Sunday, August 26, 2007

Friedman's flummery

Comfortably ensconced on the editorial pages of the New York Times, pundit Thomas Friedman can always be relied upon to rhetorically deflect from the Western mainstream media the opprobrium their conduct so often merit. His column in Sunday’s edition is a case in point.

In it, he takes to task the Bush administration for having so effectively “swift-boated” the “authentic Vietnam war heroes” Max Cleland and John Kerry in the American media, while failing to do likewise with Osama bin Laden and Al-Qaeda in those of the Arab-Muslim world. Writing from Doha, Qatar, Friedman bewails the fact that in conversations in that region “it won’t take 30 seconds before the words ‘Abu Ghraib’ and ‘Guantánamo Bay’ are thrown at you” and, the numberless atrocities of the jihadist enemy notwithstanding, “none of their acts have become one-punch global insults like Abu Ghraib and Guantánamo.” As an example of said atrocities he cites the Aug. 14 suicide-bomb massacre of some 500 Kurdish Yazidis in Iraq, decries the Bush administration’s failure to denounce it in loud enough tones, and sternly asserts that “Even if we don’t know the exact perpetrators, we know who is inspiring this sort of genocide — Al Qaeda and bin Laden — and we need to say that every day.”

Excuse us, Mr. Friedman, but just who is this “we” that needs constantly to reiterate this point? I’ll tell you who: not the Bush administration but the Western mainstream media, at the rarified heights of which you toil. But said media can be counted upon to do nothing of the sort, which is why neither the Yazidi massacre – nor the butchery of hostages, the lynching of American contractors in Fallujah, the destruction of the Shi’ite Al-Askari mosque in Samarra, etc., etc., ad nauseam – has become a “one-punch global insult.” And the reason why Abu Ghraib and Guantánamo have become such insults is because the media have harped on them endlessly in precisely the manner you propose.

There are two reasons they do so. One is that in the wake of the traumatic 2000 election overtime slugfest, George W. Bush is perceived as a villain on a much more visceral level by the preponderant majority of American mainstream media reporters and pundits who are partisan Democrats than is Osama bin Laden or any other jihadist. The other is the near-reflexive deference of such people and their editors to Muslim sensitivities that has become almost a daily occurrence – as witness such current examples as the refusal of the Seattle Post-Intelligencer to print pictures of two men photographed while engaged in highly suspicious activity on a Puget Sound ferry that were released for public dissemination Aug. 21 by the FBI, and the decision by 25 mainstream newspapers to withhold the Aug. 26 and Sept. 2 installments of the comic strip “Opus” because a character shows up in a niqab, declaring Islamic radicalism “a hot new fad.” As Washington Post Writers Group Executive Sales Manager Karisue Wyson told the trade journal Editor and Publisher, many papers “won't publish any Muslim-related humor, whether pro or con,” stressing that “They just don't want to touch that.”

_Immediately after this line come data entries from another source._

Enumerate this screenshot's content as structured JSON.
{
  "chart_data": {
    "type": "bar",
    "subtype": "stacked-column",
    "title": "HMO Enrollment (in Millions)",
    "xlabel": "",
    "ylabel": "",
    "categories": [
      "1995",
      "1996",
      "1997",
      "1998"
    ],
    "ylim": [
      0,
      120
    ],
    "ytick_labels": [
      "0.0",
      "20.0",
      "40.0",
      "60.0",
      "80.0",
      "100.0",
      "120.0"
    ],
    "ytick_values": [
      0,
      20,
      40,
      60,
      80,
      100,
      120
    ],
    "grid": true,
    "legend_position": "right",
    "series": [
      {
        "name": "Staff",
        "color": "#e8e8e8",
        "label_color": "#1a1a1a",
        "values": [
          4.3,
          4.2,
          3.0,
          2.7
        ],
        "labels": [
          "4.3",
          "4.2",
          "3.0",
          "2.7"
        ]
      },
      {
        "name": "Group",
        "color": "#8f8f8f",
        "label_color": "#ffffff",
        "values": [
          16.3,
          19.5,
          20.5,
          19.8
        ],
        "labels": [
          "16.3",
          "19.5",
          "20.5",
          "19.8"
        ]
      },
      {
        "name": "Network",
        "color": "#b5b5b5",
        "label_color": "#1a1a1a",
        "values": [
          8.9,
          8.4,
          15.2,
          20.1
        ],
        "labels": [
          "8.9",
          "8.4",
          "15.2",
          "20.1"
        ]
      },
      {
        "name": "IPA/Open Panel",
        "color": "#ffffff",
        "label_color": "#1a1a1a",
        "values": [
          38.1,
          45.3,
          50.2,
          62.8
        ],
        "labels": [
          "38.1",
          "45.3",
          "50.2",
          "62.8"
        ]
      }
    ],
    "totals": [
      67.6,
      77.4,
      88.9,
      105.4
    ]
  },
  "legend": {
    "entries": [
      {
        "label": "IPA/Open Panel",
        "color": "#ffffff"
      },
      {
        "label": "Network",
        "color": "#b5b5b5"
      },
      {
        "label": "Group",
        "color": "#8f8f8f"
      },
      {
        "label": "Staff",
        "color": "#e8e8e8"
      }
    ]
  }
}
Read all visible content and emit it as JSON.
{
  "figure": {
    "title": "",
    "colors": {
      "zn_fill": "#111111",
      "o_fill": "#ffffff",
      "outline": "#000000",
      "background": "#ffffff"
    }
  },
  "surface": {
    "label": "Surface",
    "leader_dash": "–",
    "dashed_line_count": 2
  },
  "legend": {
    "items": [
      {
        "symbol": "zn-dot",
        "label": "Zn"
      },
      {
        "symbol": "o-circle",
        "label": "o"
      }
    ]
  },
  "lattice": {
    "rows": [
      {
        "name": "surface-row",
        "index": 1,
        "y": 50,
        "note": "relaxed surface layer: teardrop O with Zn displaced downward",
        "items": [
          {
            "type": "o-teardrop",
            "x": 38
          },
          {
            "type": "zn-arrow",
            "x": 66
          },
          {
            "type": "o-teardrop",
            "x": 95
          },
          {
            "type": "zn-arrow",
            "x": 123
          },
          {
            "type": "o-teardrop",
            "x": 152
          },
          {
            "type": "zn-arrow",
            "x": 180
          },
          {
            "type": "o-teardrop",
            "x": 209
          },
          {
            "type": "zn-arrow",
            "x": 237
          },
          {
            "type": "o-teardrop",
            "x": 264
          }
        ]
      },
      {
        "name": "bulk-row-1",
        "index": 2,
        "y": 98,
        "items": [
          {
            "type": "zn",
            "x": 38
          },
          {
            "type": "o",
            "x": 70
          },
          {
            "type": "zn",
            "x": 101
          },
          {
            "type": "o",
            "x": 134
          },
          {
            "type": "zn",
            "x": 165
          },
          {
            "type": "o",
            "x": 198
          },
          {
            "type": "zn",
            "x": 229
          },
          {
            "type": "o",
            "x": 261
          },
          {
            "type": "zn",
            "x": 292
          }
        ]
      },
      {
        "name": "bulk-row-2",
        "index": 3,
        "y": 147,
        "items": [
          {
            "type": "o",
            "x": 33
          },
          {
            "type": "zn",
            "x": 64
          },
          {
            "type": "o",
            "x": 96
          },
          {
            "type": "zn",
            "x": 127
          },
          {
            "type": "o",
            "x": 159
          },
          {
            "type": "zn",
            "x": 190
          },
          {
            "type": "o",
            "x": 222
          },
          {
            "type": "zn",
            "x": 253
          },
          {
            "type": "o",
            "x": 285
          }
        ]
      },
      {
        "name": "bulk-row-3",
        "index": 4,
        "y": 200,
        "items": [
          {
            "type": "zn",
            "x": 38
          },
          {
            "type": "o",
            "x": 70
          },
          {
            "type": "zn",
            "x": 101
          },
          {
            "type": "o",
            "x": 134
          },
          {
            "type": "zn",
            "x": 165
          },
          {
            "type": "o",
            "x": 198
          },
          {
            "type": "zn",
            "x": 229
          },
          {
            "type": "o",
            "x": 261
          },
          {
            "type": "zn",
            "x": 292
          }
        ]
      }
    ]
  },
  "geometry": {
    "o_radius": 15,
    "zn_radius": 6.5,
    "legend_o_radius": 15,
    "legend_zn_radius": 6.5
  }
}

Not that the media of the Arab-Muslim world would be likely to parrot anti-jihadist coverage and commentary were it to appear in the Western media, the way they do the latter's current anti-American screeds. This is because the jihadist enemy’s critiques of America in particular and the West in general resonate among populations brought up not only on decades of inimical propaganda but on centuries of Quranic recitations such as Verse 48:29, which stipulates that Muslims are “hard against the disbelievers and merciful amongst themselves,” and verses 3:28, 3:118, 4:138-9, 5:51, 9:23 and 60:1, all of which enjoin the faithful to forbear from friendship or alliance with infidels – even if they are “your fathers or your brothers.”

Far be it from Friedman, of course, to cite the scripture, doctrines, and history of Islam as an obstacle to Arab-Muslim acceptance of anti-jihadist criticism. Instead, it’s all the president’s fault. “Mr. Bush is losing a P.R. war to a mass murderer,” he cavils. “Yes, it is not easy breaking through the innate, anti-American tilt of the Arab media, but we have barely tried.”

Again, that spurious “we.” Not only has the U.S. government, hobbled by its habits of “sensitivity” and deference, “barely tried” to make a case against the jihadist enemy, but the mainstream media establishment has collectively done its absolute damnedest to undermine any such case. Unhappily, it can be relied upon to continue to do so, for humor is not the only “Muslim-related” matter its editors, publishers and producers “just don’t want to touch.”